Why "request" is the key word

Routes 1 is automatic. Routes 2 and 3 are not — the lender will happily keep collecting PMI until 78% if you never act. Most borrowers leave money on the table simply because nobody told them they could request cancellation at 80%, or get an appraisal once their home appreciated. On a $400,000 home with $150/month PMI, the gap between "requested early" and "waited for automatic" is frequently $3,000–$6,000.

How extra principal accelerates removal

Every extra dollar of principal moves you toward the 80% and 78% thresholds faster. Because PMI is a fixed monthly cost, shaving even a year off the timeline is pure savings — and unlike interest savings, it is immediate and certain. The calculator shows the exact months and dollars your extra payment removes.

Appreciation can beat payments entirely

In a market rising 4–5% a year, your equity can hit 20% of current value long before your loan balance reaches 80% of the original price. That is why the reappraisal route is powerful: you are not waiting to pay the loan down — the market is doing it for you. The cost is one appraisal (typically $400–$600); the payoff is canceling PMI months or years sooner.

Frequently asked questions

Is PMI the same as FHA mortgage insurance? No. This calculator covers conventional-loan PMI under the Homeowners Protection Act. FHA loans carry MIP, which often lasts the life of the loan and follows entirely different cancellation rules.

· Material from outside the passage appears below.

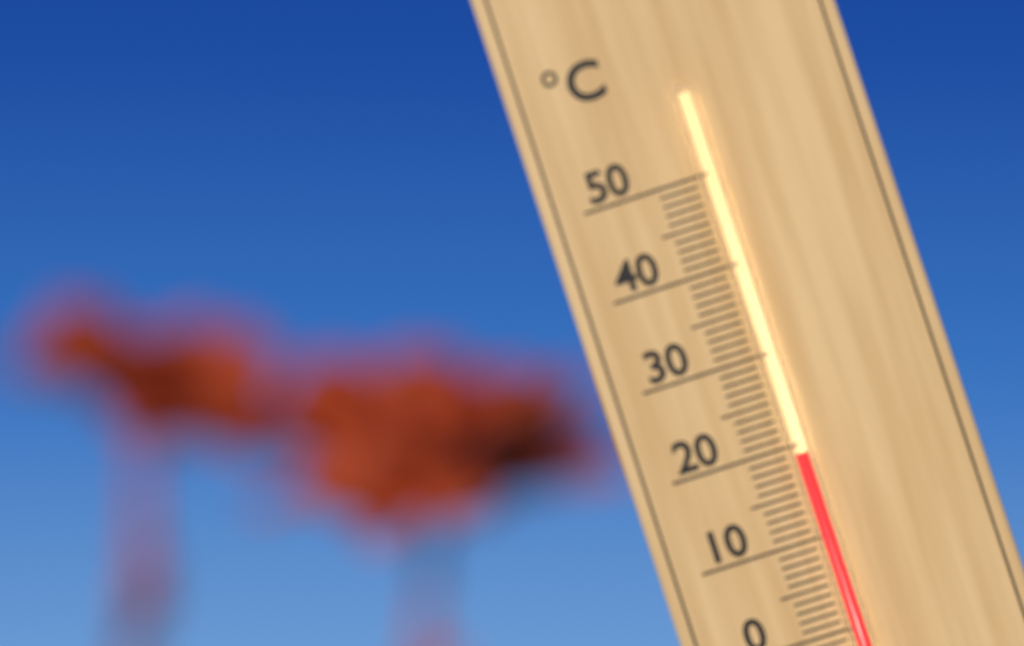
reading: 19 °C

Does PMI really cancel automatically? Yes, at 78% LTV of the original value, if you are current on payments. But that is the latest exit. Requesting at 80% or via appreciation is usually earlier and is on you to initiate.

What is the difference between 80% and 78%? 80% is when you can request cancellation (you must ask, with good payment history). 78% is when the lender must cancel automatically. The 78% point comes later on the schedule.

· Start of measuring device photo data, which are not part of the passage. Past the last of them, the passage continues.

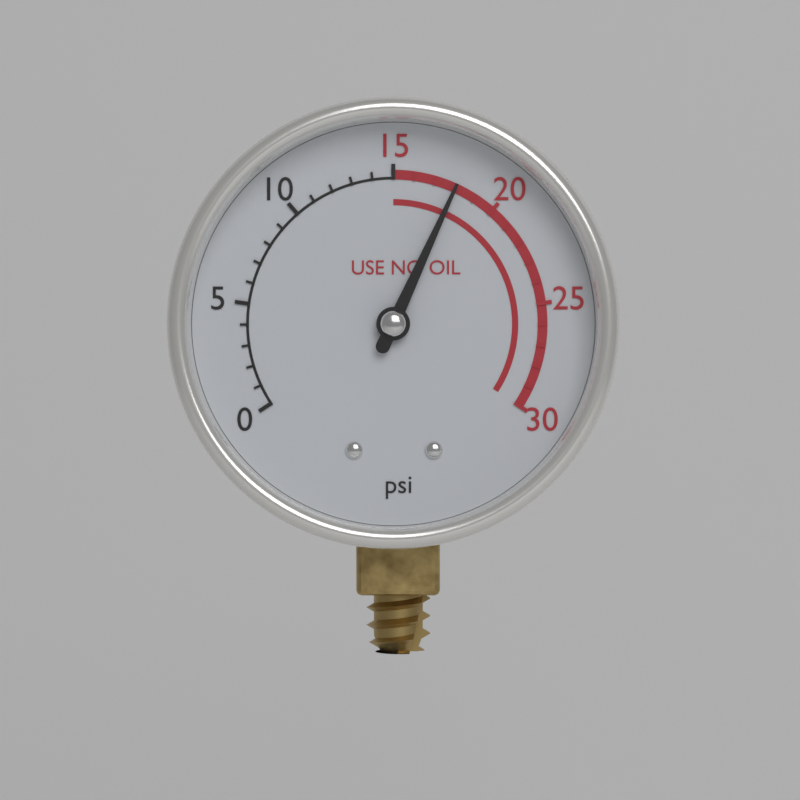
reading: 18 psi
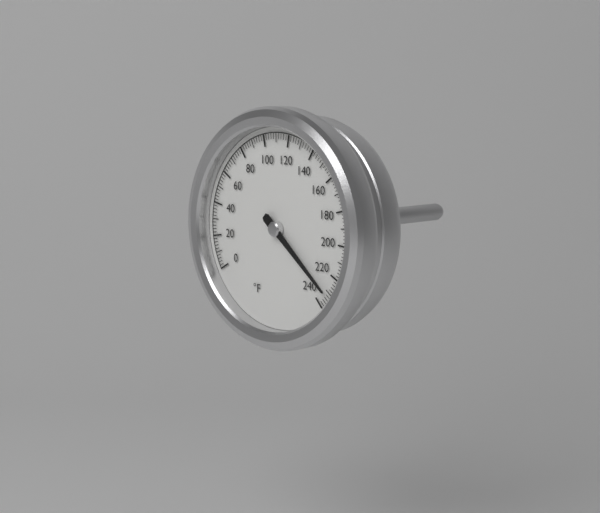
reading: 232 °F
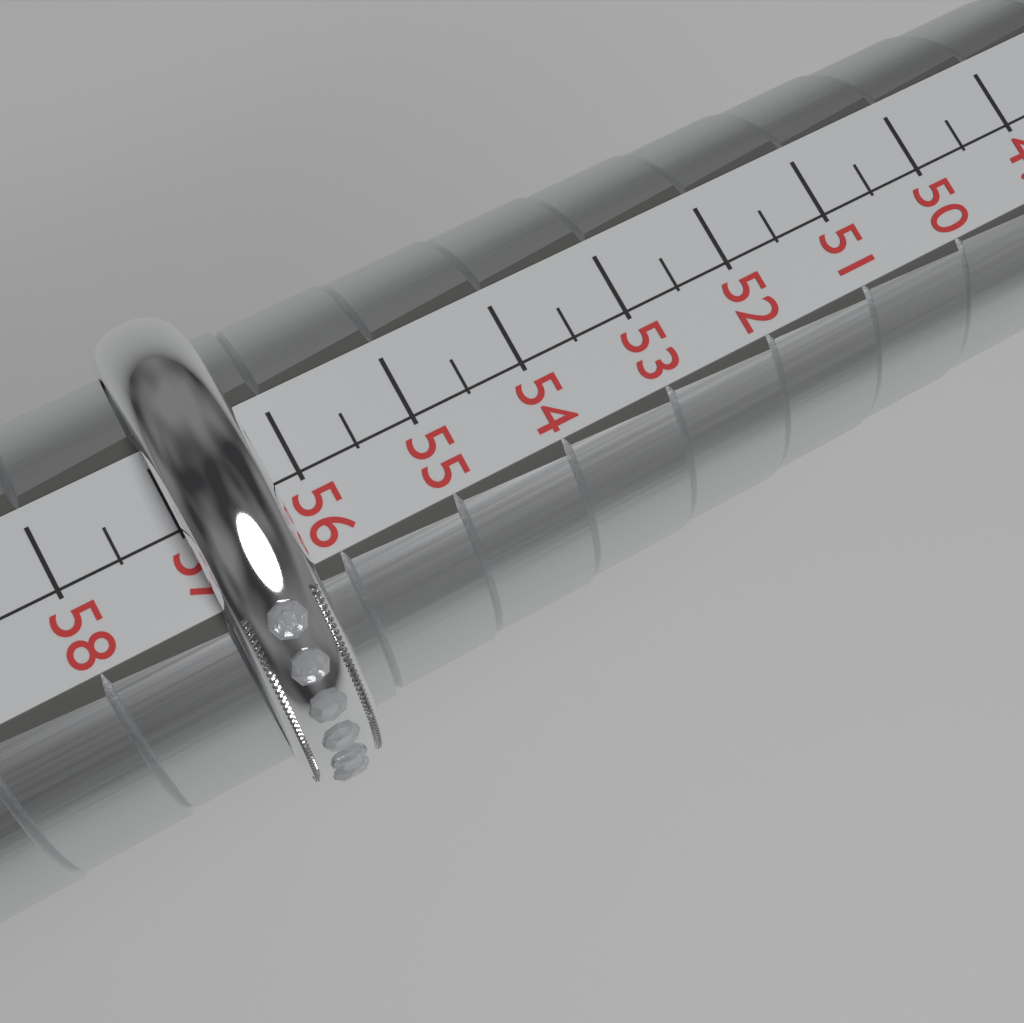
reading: 57.0 (no unit)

Can home appreciation remove PMI? Often yes. If a new appraisal shows your equity is about 20–25% of current value, many lenders allow cancellation. Requirements vary — newer loans sometimes need 25% equity; ask your servicer for its exact threshold and seasoning period.

Do extra payments really speed this up? Significantly. Extra principal reaches both the 80% and 78% thresholds sooner, removing fixed PMI payments earlier. The calculator quantifies the months and dollars.

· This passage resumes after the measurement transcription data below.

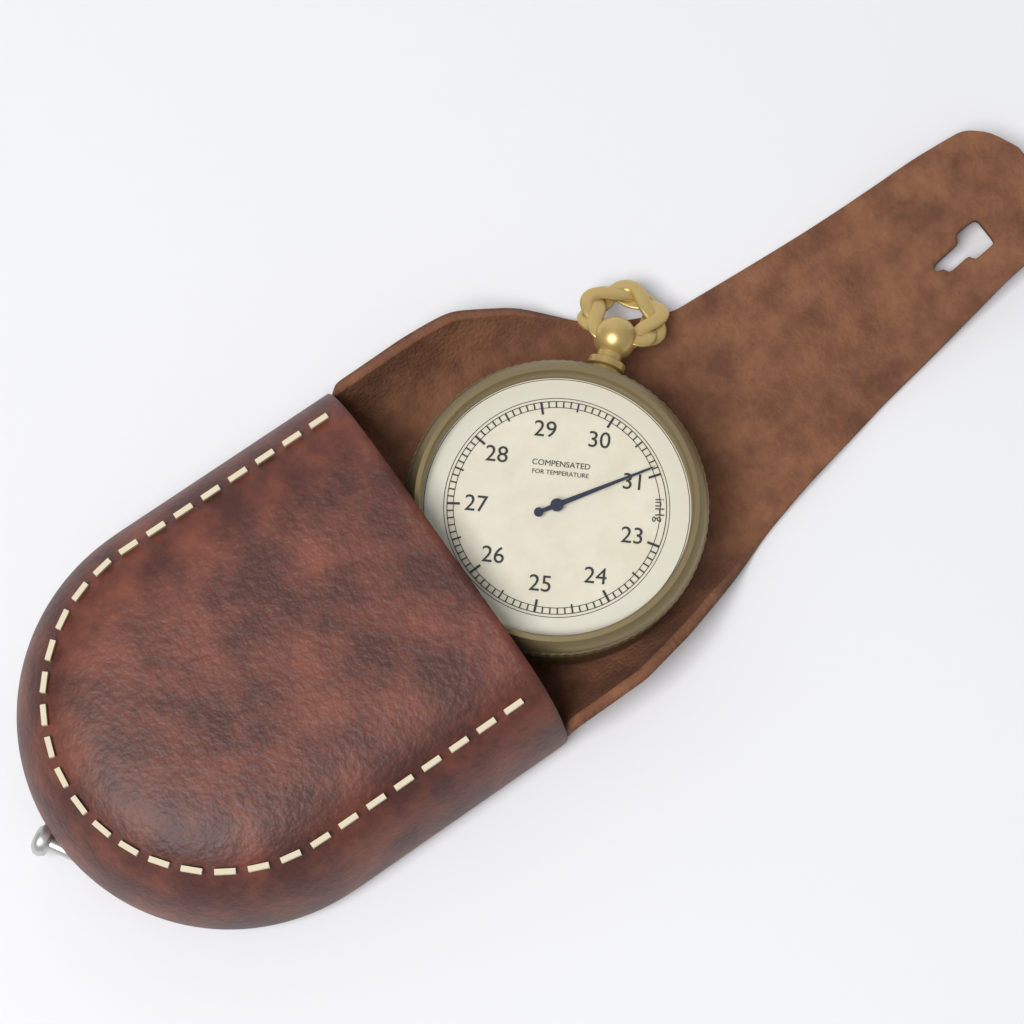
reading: 30.9 inHg
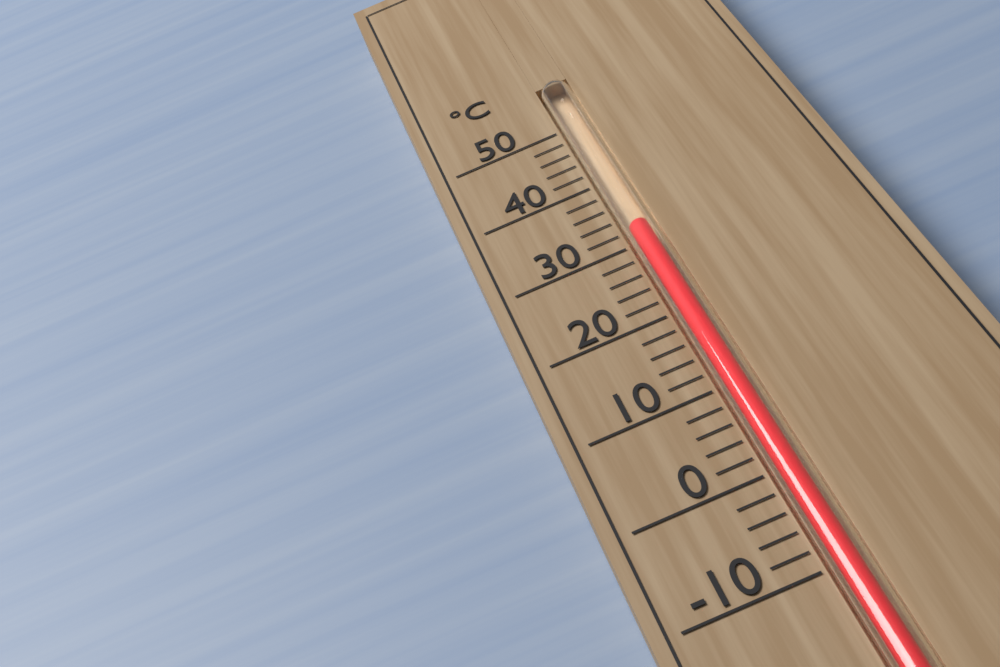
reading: 32 °C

Who pays for the appraisal? You do, typically $400–$600. It is almost always worth it if it cancels even six months of PMI early — the calculator shows your specific PMI savings to compare.

Will refinancing remove PMI? It can, if the new loan's LTV is at or below 80% of current value. But refinancing has its own closing costs and resets the term — usually only worth it if the rate also improves. Compare with a refinance break-even calculation first.

What if I am not current on payments? Automatic termination can be delayed until you are current. Keep payments on time; a clean history is also required for an 80% borrower request.

Methodology

The loan is amortized monthly at the entered rate. The 80% and 78% thresholds are tested against the original purchase value (per the Homeowners Protection Act). The appreciation route grows the home value monthly and tests when the balance falls to 80% of the current value. PMI saved compares total PMI paid to automatic 78% termination with no extra payments against the earliest realistic cancellation (80% request or appreciation route, with any extra principal). Conventional loans only; FHA differs. Estimates for planning and education — confirm exact requirements with your servicer. Not financial advice.

Written by the CalcCottage team. We show the real number, not the marketing number.

Put this calculator on your site (free)

Copy-paste the code below. Free to use — please keep the attribution link.